Drought and rising temperatures can cause massive forest diebacks around the world. When a tree is experiencing drought, “shedding off” the leaves can enhance tree water status by reducing canopy transpiration. Whilst botanists can investigate the effect of drought relatively simply in a greenhouse of a single species, forests are complex ecosystems and require long-term research efforts.
Dr Sylvie Oddou-Muratorio from INRAE and colleagues from Sorbonne University and local nature reserves investigated the relationship between tree growth, reproductive success (fecundity) and defoliation over a decade of European beech populations in Southern France. The scientists found that some trees reduce their growth and maintain their reproduction rate whilst others keep on growing but with reduced fecundity.

Researchers have been monitoring European beech trees in the Massane Forest National Nature Reserve in Southern France since 2002. This location is prone to spring and summer drought. The team selected 439 trees in two plots and measured their growth between 2002-2012.
Oddou-Muratorio and colleagues recorded branch mortality, competition with other trees and scored annual defoliation (how often a tree drops its leaves and whether it can regrow them). To understand the reproductive success of these trees, the researchers counted and sampled all the seedlings around the adult trees.
The team established the origin of 365 seedlings with genotyping, and the reproductive success of male and female trees was analysed with Mixed Effect Mating Models (MEMMs). All this data was used to investigate the impact of environmental conditions on tree growth and reproduction.

“This study is among the rare ones to bring observational evidence that increasing crown defoliation decreases individual female fecundity”, Oddou-Muratorio wrote.

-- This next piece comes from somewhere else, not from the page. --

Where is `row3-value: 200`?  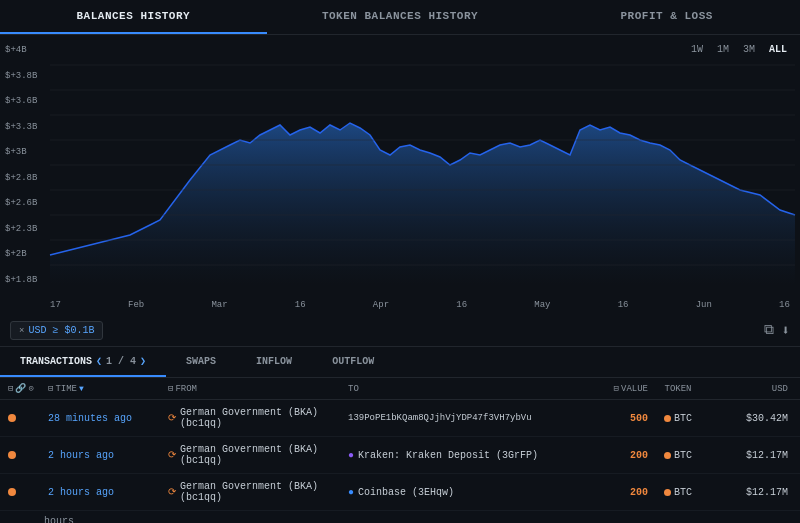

The scientists found that both female reproductive success and growth decreased with increasing crown defoliation and competition amongst trees. Some defoliated trees maintained most of the female fecundity at the expense of reduced growth, while others maintained high growth at reduced female fecundity.

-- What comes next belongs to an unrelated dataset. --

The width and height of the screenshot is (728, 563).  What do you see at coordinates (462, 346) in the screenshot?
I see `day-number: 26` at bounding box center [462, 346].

“The most vulnerable individuals (those that are the most impacted by stress) still contribute to regeneration, which could lead the population to evolve traits compromising its adaptation to stress.”
These observations highlight the need for long-term monitoring of forest trees experiencing drought. Drought response is not straightforward. In a greenhouse study, scientists would have been able to look at the tree growth and anatomical changes, but the competition between trees and seedling recruitment could not be examined on a large scale. This project has shown that trees have different growth and reproduction investment strategies.
“Our study overall stresses the need to investigate simultaneously the impact of climate change on reproduction, growth and survival, and how the inter-individual variations in these responses may affect the adaptation or maladaptation of forest trees population in face of climate change.”